Cebu Pacific shelves plans to fly to Honolulu

Cebu Pacific Air is rethinking its long-haul strategy, shelving—for now—plans to fly to Honolulu in the United States.

The low cost carrier, controlled by the Gokongwei family’s JG Summit Holdings Inc., is instead keen on expanding operations within the Philippines and neighboring areas in Asia, CEO Lance Gokongwei said in a recent interview.

It was also keeping alive the possibility of flying to Melbourne, its second destination in Australia after Sydney.

“We would rather focus our resources on meeting existing demand for regional and domestic flights,” Gokongwei said.

Cebu Pacific earlier announced a significant cutback in its Middle East operations. From June to July, it suspended operations to Kuwait, Doha and Riyadh. It still flies to Dubai in the United Arab Emirates.

Gokongwei acknowledged that Cebu Pacific was suffering “immense losses” on those Middle East routes.

Those flights, once a key part of Cebu Pacific’s long-haul strategy, were launched between 2014 and 2015. The budget airline briefly operated flights between Manila and Dammam before suspending the service in early 2015.

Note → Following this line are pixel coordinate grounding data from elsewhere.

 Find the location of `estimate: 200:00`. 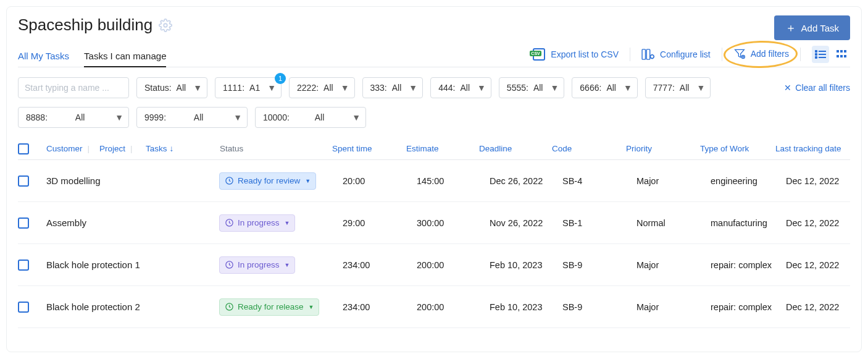

estimate: 200:00 is located at coordinates (453, 307).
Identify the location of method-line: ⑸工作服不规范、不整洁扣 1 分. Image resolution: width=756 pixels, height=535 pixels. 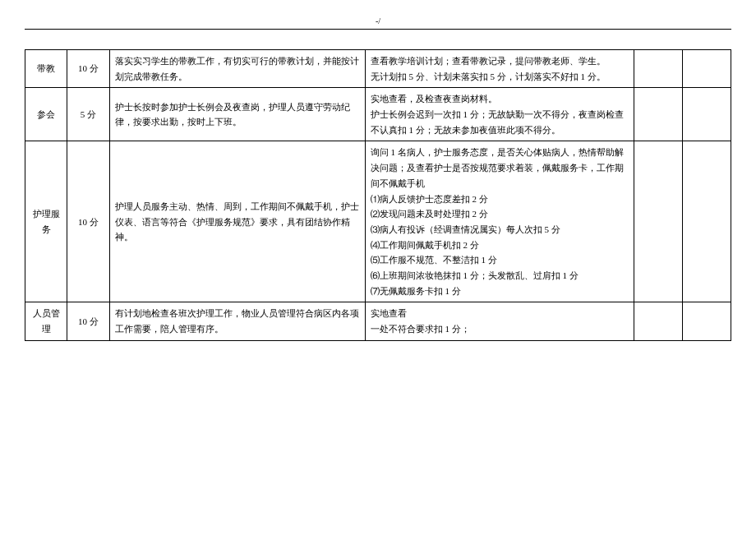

“The other airlines, we believe, are perhaps benefiting from some subsidies from their governments,” Gokongwei adding, likely referring to state-owned Gulf carriers— Cebu Pacific’s main rivals on those routes.

“Privately owned airlines like ourselves really could not sustain the operations,” he said.

Gokongwei said its fleet of Airbus A330s had since been redeployed to cater to high demand destinations like Hong Kong, Korea, Japan, Davao and Cebu.

“We’ve seen increasing demand more for international and short-haul traffic,” he noted, adding that Cebu Pacific was still targeting to carry around 20 million passengers this year, about a tenth better than 2016.

Gokongwei said its pipeline of plane orders would likewise remain unchanged.

Its fleet of aircraft includes one Airbus A319, 35 Airbus A320s and eight Airbus A330s while the Cebgo fleet is composed of eight ATR 72-500s and seven ATR 72-600 aircraft.

Between 2017 and 2022, Cebu Pacific expects delivery of seven new Airbus A321ceo and 32 Airbus A321neo aircraft.

Cebu Pacific’s route network spans 25 international and 37 domestic destinations.